Cuba Hunger Striker Rejects Exile
Patricia Grogg
HAVANA TIMES, March 8 (IPS) — The state news media in Cuba reported Monday on the case of dissident Guillermo Fariñas, who has been on a hunger strike for 13 days and refuses to go into exile in Spain.
An article titled “Cuba will not accept pressure or blackmail”, published by Granma, the mouthpiece of the governing Communist Party, says that “as a result of successive hunger strikes, Fariñas’ body is in a process of significant deterioration” and he is only alive “thanks to the skilled medical care he has received”.
Monday’s was the first reference in the state media to Fariñas’ hunger strike, who is demanding the release of 26 political prisoners who reportedly have health problems.
Cuban authorities asked Spain to take Fariñas in, diplomatic sources from that European nation told reporters.
But the activist said he would not call off his hunger strike and said he would only travel to Madrid if he were denied medical care in Cuba, in order to continue his fast there.
The dissident was visited late last week at his home in Santa Clara, a city nearly 300 km east of the capital, by Spanish diplomats.
They reportedly asked him, without success, to call off his fast and engage in talks.
Spain, which currently holds the rotating presidency of the European Union, is trying to change the bloc’s so-called “common position” on Cuba by eliminating a clause calling for democracy and improved human rights, in order to remove hurdles to improved relations with this Caribbean island nation.
The government of Raul Castro sees the EU’s demands as meddling in the country’s internal affairs.
Fariñas began his fast on Feb. 24, the day after imprisoned dissident Orlando Zapata died on the 85th day of a hunger strike.
The two cases have made headlines around the world, standing in sharp contrast to the government’s habitual silence on issues involving dissidents.
Granma accused unnamed “major Western media outlets” of drawing attention to the case by spreading “a prefabricated lie,” while ignoring news like Cuba’s abundant medical aid to earthquake-torn Haiti or the start of a massive vaccine campaign in Cuba that will protect more than half a million children from polio.
“The manipulation goes to such an extent that journalistic reports even claim the Cuban government has indicated that this paid employee of the United States Interests Section (SINA) in Havana should be allowed to die, while they do not write a single word on the multiple efforts by our health professionals to provide assistance to this individual,” Granma wrote.
The Cuban government considers all dissidents, regardless of how radical or moderate they are or whether or not they have ties with groups or individuals abroad, as “mercenaries” or paid employees at the service of Washington’s hostile policy towards Cuba. By the same logic, it denies that there are any political prisoners in Cuba’s jails.
Granma described Fariñas as a “counter-revolutionary” who in 1995 physically assaulted a female employee at a health facility where he worked as a psychologist, “causing multiple wounds to her face and arms.”
The incident, after which he was put on parole for three years, “revealed his clearly unhinged personality, and showed that there was no political aspect involved,” reported the newspaper, according to which Fariñas revealed his “violent nature” once again in 2002, when he beat an elderly man with a cane in Santa Clara and was sentenced to nearly six years in prison.
Fariñas, who describes himself as an independent journalist, has gone on several hunger strikes in the past. One of his demands has been Internet access in his home.
“His service sheet is long, including attendance at activities of all kinds in SINA and several European diplomatic offices that direct the subversion in Cuba, from which they receive instructions, money and supplies,” the newspaper wrote.
According to Granma, “in this case, it is not medicine that is needed to resolve this problem that has been intentionally created with the purpose of discrediting our political system, but the patient himself and the unpatriotic Cubans, foreign diplomats and media outlets manipulating him. The consequences will be solely and entirely their responsibility.”
The government has never given in to pressure of this kind, and is even less likely to do so in a case that has drawn heavy media coverage.
Most Cubans are basically unaware of the activity of dissidents in this country.
In a statement to the foreign press Monday, Elizardo Sanchez, spokesman for the Cuban Commission for Human Rights and National Reconciliation (CCDHRN), clarified that his organization is “vigorously and publicly opposed to hunger strikes.”
But Sanchez also said the Cuban government has the obligation to provide Fariñas with the necessary medical attention.
The activist told IPS that Fariñas is accompanied by a friend who is a doctor and that he has also been visited by the local doctor. Last week the hunger striker was briefly admitted to hospital, after passing out because of low blood sugar.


■ WORK ITEM
In the data below, which lines hold "direction"? Copy every one.

■ SOURCE MATERIAL
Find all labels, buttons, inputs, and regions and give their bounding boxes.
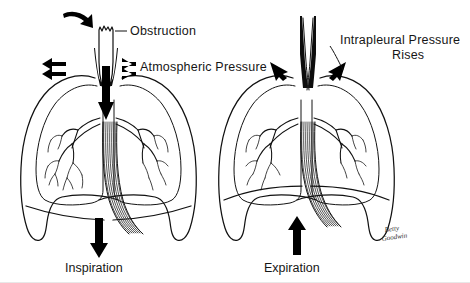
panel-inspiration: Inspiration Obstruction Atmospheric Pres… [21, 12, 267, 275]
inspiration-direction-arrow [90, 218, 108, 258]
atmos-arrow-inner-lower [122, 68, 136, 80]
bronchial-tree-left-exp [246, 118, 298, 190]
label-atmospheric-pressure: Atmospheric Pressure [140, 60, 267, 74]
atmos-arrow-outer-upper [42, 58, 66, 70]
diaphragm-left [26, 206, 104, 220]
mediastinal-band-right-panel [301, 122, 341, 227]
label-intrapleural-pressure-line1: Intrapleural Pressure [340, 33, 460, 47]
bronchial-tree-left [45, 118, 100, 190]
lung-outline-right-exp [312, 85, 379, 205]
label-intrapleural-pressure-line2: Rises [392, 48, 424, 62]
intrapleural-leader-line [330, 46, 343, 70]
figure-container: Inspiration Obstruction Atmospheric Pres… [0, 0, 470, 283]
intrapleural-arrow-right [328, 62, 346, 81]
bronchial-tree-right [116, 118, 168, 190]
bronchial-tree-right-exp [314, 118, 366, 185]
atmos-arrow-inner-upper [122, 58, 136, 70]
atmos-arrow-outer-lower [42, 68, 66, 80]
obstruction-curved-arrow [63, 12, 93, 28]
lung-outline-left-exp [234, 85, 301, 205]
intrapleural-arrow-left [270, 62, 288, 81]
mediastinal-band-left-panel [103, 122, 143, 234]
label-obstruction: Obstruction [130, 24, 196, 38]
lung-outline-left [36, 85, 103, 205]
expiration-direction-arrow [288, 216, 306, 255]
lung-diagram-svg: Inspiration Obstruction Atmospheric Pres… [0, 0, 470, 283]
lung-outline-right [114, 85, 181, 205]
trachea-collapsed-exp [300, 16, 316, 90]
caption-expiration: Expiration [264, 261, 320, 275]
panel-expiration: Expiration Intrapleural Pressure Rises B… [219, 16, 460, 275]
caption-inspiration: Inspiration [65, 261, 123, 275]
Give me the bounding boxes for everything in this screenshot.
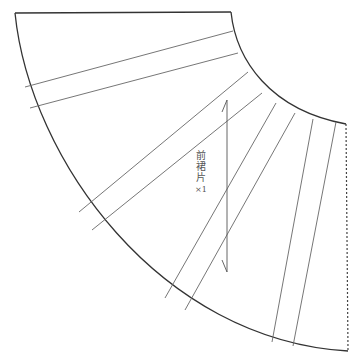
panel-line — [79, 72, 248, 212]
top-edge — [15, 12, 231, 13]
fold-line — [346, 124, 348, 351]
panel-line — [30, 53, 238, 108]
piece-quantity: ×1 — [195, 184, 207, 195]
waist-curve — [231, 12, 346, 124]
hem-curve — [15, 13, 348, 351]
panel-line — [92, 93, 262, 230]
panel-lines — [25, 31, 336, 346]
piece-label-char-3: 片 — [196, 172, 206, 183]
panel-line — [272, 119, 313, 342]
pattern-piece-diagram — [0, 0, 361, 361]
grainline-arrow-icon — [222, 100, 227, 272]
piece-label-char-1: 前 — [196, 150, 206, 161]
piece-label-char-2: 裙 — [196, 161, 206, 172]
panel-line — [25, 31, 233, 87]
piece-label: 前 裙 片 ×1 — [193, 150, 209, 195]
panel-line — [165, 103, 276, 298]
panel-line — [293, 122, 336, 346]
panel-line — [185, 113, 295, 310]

...

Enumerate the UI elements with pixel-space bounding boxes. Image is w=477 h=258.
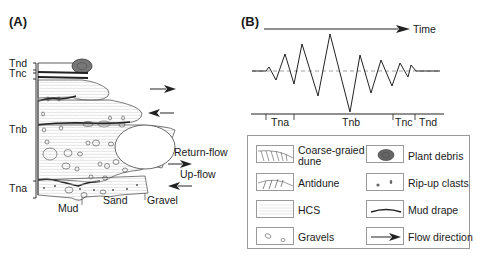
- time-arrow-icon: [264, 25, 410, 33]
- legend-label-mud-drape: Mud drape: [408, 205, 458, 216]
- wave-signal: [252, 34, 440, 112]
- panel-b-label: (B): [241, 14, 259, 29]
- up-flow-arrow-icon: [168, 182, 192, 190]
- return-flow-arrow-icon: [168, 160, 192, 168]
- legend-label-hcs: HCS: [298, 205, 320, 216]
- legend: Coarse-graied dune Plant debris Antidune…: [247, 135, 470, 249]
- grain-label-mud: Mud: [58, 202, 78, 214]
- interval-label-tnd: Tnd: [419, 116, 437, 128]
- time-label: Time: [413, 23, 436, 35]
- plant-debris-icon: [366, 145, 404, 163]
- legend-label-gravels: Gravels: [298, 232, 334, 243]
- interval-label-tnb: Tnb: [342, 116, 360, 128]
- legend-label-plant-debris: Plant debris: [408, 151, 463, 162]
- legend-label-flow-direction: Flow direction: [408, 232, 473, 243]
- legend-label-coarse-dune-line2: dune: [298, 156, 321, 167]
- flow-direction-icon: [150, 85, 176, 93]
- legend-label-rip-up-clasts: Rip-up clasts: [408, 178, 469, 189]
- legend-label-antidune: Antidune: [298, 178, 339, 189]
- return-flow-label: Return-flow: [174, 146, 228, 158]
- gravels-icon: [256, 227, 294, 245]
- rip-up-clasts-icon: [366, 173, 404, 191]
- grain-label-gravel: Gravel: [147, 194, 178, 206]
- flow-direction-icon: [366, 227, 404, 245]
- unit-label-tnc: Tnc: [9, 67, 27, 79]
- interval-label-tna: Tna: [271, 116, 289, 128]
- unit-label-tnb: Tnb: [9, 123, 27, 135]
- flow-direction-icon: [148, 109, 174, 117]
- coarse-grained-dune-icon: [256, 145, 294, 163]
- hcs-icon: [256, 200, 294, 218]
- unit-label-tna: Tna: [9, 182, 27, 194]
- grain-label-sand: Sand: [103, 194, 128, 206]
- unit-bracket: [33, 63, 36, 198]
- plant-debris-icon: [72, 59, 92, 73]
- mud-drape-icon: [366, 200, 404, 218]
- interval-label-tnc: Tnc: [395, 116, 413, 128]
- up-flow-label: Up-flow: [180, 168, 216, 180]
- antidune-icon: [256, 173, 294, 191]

■ ANSWER TO THIS TASK
inspiration-direction-arrow [90, 218, 108, 258]
expiration-direction-arrow [288, 216, 306, 255]
- legend-label-flow-direction: Flow direction: [408, 232, 473, 243]
- flow-direction-icon: [150, 85, 176, 93]
- flow-direction-icon: [366, 227, 404, 245]
- flow-direction-icon: [148, 109, 174, 117]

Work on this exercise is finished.